The Scotsman

India Covid death toll may be ten times higher than official figure finds study

- By SHEIKH SAALIQ newsts@scotsman.com

India’s excess deaths during the pandemic could be a staggering 10 times the official Covid-19 toll, likely making it modern India’s worst human tragedy, according to the most comprehens­ive research yet on the ravages of the virus in the south Asian country.

Most experts believe India's official toll of more than 414,000 dead is a vast undercount, but the government has dismissed those concerns as exaggerate­d and misleading.

The report released yesterday estimated excess deaths, the gap between those recorded and those that would have been expected, to be between three million to 4.7 million between January 2020 and June 2021.

It said an accurate figure may "prove elusive" but the true death toll "is likely to be an order of magnitude greater than the official count".

The report, published by Arvind Subramania­n, the Indian government's former chief economic adviser, and two other researcher­s at the Centre for Global Developmen­t and Harvard University, said the count could have missed deaths occurring in overwhelme­d hospitals or while health care was delayed or disrupted, especially during the devastatin­g peak surge earlier this year.

"True deaths are likely to be in the several millions not hundreds of thousands, making this arguably India's worst human tragedy since Partition and independen­ce," the report said.

The Partition of the Britishrul­ed Indian subcontine­nt into independen­t India and Pakistan in 1947 led to the killing of up to one million people as gangs of Hindus and Muslims slaughtere­d each other.

The report on India's virus toll used three calculatio­n methods: data from the civil registrati­on system that records births and deaths across seven states, blood tests showing the prevalence of the virus in India alongside global Covid-19 fatality rates, and an economic survey of nearly 900,000 people done thrice a year.

Researcher­s cautioned that each method had weaknesses, such as the economic survey omitting the causes of death.

Instead, researcher­s looked at deaths from all causes and compared that data to mortality in previous years, a method widely considered an accurate metric. Researcher­s also cautioned that virus prevalence and Covid-19 deaths in the seven states they studied may not translate to all of India, since the virus could have spread worse in urban versus rural states and since health-care quality varies greatly around India.

And while other nations are believed to have undercount­ed deaths in the pandemic, India is believed to have a greater gap due to it having the world's second highest population of 1.4 billion and its situation is complicate­d because not all deaths were recorded even before the pandemic.

Dr Jacob John, of the Christian Medical College at Vellore in southern India, reviewed the report and said it underscore­s the devastatin­g impact Covid-19 had on the country's under-prepared health system. "This analysis reiterates the observatio­ns of other fearless investigat­ive journalist­s that have highlighte­d the massive undercount­ing of deaths," the doctor said.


PROBLEM STATEMENT
Count the lines in the listing below that contain the word "interval" and report that number alone.

DATASET RECORDS
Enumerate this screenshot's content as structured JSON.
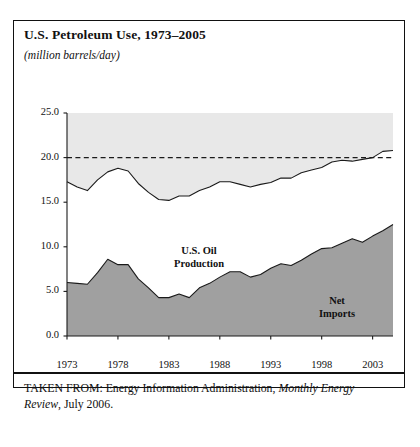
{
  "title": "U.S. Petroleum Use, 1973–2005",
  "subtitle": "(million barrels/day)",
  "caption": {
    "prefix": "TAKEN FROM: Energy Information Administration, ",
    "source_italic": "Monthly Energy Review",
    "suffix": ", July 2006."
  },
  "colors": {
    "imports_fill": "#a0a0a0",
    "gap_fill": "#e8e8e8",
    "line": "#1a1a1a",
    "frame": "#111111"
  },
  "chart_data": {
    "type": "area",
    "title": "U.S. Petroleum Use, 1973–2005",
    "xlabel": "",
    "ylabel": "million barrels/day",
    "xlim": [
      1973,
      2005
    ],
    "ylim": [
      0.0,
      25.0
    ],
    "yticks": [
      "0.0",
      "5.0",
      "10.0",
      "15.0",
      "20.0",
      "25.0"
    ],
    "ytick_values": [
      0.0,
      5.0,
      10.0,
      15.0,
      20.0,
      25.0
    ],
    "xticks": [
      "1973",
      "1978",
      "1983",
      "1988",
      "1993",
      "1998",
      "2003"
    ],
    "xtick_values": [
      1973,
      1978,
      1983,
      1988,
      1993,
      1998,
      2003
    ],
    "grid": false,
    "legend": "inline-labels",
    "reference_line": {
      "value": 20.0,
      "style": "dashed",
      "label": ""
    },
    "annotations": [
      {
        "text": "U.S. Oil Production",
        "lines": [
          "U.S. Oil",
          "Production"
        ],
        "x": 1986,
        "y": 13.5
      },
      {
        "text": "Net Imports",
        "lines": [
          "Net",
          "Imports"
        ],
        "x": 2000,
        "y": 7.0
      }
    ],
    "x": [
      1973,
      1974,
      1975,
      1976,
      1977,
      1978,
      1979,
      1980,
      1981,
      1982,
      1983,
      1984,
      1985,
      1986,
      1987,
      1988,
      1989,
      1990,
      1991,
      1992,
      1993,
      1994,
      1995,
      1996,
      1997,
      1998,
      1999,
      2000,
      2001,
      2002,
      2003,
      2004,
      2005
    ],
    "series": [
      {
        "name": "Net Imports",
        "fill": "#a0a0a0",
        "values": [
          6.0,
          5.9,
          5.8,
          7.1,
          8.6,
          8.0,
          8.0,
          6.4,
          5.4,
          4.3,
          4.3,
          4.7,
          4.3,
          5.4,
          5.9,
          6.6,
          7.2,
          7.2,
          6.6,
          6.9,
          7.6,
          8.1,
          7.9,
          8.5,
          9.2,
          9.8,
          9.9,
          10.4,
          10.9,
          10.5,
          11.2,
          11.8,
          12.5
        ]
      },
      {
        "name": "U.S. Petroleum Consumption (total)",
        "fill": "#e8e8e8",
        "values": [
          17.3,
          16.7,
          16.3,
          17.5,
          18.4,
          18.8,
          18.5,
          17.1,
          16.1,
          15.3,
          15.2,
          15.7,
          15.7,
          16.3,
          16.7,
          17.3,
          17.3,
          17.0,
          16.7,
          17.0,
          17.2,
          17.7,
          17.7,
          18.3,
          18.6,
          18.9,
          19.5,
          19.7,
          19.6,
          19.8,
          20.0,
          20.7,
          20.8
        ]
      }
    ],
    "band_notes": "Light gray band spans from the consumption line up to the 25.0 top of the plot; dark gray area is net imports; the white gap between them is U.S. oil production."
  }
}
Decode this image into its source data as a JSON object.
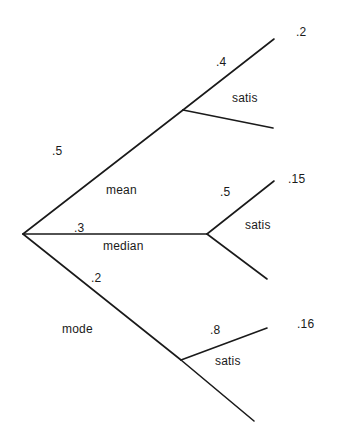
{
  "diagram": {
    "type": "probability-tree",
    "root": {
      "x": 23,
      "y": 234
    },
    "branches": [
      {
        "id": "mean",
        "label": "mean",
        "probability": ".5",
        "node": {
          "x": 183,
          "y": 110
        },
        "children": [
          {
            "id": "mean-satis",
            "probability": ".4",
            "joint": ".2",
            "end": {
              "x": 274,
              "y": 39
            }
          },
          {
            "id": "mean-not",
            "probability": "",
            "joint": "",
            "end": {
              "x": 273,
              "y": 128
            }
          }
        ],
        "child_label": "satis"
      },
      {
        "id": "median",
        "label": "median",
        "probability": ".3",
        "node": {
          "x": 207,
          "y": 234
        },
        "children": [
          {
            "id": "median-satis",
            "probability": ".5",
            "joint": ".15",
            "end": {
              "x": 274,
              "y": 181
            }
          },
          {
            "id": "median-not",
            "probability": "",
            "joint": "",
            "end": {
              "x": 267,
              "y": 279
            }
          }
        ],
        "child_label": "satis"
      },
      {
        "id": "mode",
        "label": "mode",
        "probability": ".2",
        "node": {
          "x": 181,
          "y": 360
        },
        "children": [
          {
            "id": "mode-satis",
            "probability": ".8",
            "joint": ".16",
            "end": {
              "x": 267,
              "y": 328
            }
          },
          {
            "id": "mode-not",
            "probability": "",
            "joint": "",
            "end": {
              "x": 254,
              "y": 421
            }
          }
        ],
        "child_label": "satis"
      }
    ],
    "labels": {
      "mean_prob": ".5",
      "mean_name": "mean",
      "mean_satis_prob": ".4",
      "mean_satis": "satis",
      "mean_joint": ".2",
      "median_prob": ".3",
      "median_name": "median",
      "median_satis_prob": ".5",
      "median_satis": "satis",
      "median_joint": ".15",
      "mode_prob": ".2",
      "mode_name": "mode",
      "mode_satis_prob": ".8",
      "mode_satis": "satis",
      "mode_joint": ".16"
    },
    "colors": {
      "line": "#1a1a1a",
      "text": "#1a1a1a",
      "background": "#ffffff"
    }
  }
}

==

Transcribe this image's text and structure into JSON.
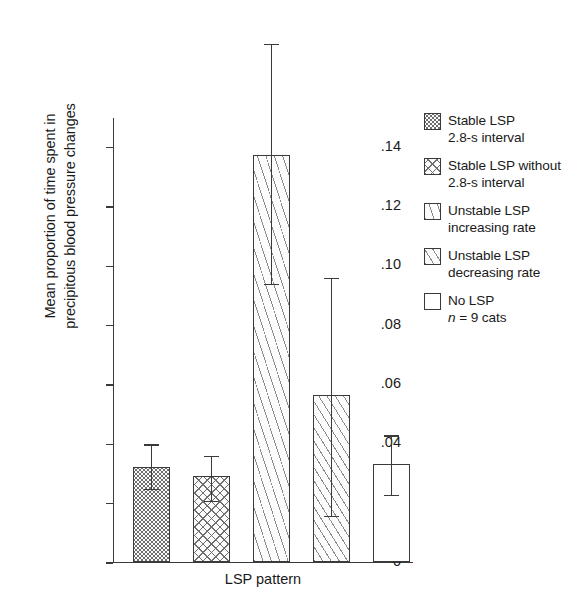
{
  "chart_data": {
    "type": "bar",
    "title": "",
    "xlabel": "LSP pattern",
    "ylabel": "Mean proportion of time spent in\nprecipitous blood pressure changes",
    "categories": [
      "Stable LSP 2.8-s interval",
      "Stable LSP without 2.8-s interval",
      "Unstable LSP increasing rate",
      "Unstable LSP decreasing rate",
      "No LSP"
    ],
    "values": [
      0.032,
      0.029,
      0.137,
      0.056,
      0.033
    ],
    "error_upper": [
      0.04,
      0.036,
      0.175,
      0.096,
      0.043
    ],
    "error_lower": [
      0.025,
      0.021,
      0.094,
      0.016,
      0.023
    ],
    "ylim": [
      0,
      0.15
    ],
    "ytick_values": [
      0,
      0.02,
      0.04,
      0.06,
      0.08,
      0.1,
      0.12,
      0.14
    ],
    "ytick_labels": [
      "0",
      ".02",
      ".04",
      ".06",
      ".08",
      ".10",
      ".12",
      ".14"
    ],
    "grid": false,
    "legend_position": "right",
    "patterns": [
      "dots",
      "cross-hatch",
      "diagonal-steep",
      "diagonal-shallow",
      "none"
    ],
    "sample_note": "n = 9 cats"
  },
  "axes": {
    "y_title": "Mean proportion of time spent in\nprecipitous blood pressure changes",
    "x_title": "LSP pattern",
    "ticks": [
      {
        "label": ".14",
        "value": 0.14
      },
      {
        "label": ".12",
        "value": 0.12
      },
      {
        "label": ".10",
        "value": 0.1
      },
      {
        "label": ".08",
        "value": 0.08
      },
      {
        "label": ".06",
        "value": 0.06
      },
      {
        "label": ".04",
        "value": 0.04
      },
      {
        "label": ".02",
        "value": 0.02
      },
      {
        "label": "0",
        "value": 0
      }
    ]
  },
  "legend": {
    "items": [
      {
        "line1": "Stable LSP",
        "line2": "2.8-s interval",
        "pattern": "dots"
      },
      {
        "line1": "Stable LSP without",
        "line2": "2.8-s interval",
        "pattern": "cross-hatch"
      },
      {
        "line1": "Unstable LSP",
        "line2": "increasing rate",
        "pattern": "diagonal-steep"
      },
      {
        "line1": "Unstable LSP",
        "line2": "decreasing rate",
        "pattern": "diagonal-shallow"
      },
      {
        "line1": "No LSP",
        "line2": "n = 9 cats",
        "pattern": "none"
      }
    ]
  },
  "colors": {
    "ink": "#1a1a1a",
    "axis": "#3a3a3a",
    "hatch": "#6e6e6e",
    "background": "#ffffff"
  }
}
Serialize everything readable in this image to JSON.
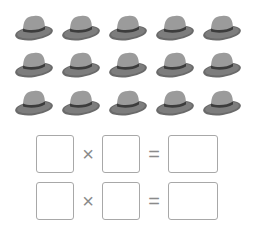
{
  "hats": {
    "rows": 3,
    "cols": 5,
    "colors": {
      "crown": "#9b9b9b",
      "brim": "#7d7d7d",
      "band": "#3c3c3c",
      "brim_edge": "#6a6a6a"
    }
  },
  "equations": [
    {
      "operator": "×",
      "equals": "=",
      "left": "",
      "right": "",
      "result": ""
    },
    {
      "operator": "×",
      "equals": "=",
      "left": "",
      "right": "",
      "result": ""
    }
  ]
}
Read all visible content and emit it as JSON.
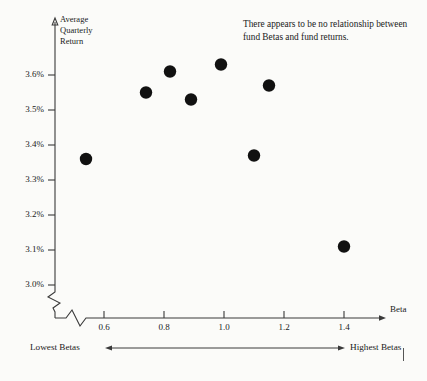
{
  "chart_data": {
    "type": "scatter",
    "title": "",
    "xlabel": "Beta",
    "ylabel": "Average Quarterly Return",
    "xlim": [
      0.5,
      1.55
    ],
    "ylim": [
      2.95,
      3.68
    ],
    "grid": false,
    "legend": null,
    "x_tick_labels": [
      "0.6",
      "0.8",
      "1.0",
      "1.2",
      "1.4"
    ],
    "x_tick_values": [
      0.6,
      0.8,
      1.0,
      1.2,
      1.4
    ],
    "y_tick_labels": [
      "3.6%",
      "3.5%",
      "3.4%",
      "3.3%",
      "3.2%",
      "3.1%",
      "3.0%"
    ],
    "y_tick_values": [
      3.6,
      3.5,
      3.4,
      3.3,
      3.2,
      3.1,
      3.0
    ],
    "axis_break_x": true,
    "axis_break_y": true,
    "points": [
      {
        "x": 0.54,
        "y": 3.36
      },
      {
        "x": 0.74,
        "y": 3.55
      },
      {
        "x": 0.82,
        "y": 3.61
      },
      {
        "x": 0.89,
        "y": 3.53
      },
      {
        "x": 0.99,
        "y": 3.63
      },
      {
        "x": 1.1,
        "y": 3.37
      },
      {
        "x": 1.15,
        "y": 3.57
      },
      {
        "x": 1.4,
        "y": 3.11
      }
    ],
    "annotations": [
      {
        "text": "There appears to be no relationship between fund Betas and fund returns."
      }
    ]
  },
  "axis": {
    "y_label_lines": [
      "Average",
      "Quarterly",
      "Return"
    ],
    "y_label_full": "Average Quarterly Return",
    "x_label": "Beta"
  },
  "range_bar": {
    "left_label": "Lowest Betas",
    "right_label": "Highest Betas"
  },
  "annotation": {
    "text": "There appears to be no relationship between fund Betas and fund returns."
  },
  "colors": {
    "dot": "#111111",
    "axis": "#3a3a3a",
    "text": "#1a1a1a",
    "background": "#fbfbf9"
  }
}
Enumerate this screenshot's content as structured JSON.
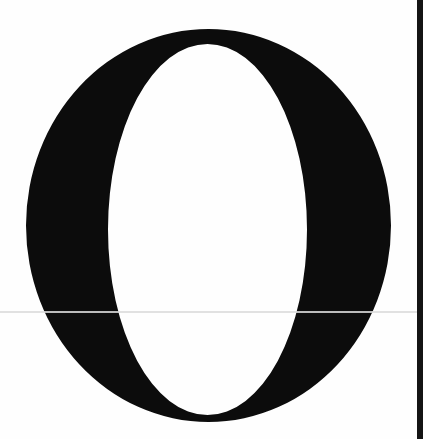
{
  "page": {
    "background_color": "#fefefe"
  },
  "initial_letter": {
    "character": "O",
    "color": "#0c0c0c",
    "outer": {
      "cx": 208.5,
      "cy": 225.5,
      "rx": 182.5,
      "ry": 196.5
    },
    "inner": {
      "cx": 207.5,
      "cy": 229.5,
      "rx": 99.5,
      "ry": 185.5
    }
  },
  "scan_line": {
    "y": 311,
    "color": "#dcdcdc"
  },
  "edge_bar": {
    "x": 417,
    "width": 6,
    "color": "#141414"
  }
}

SOLUTION TO THIS TASK
4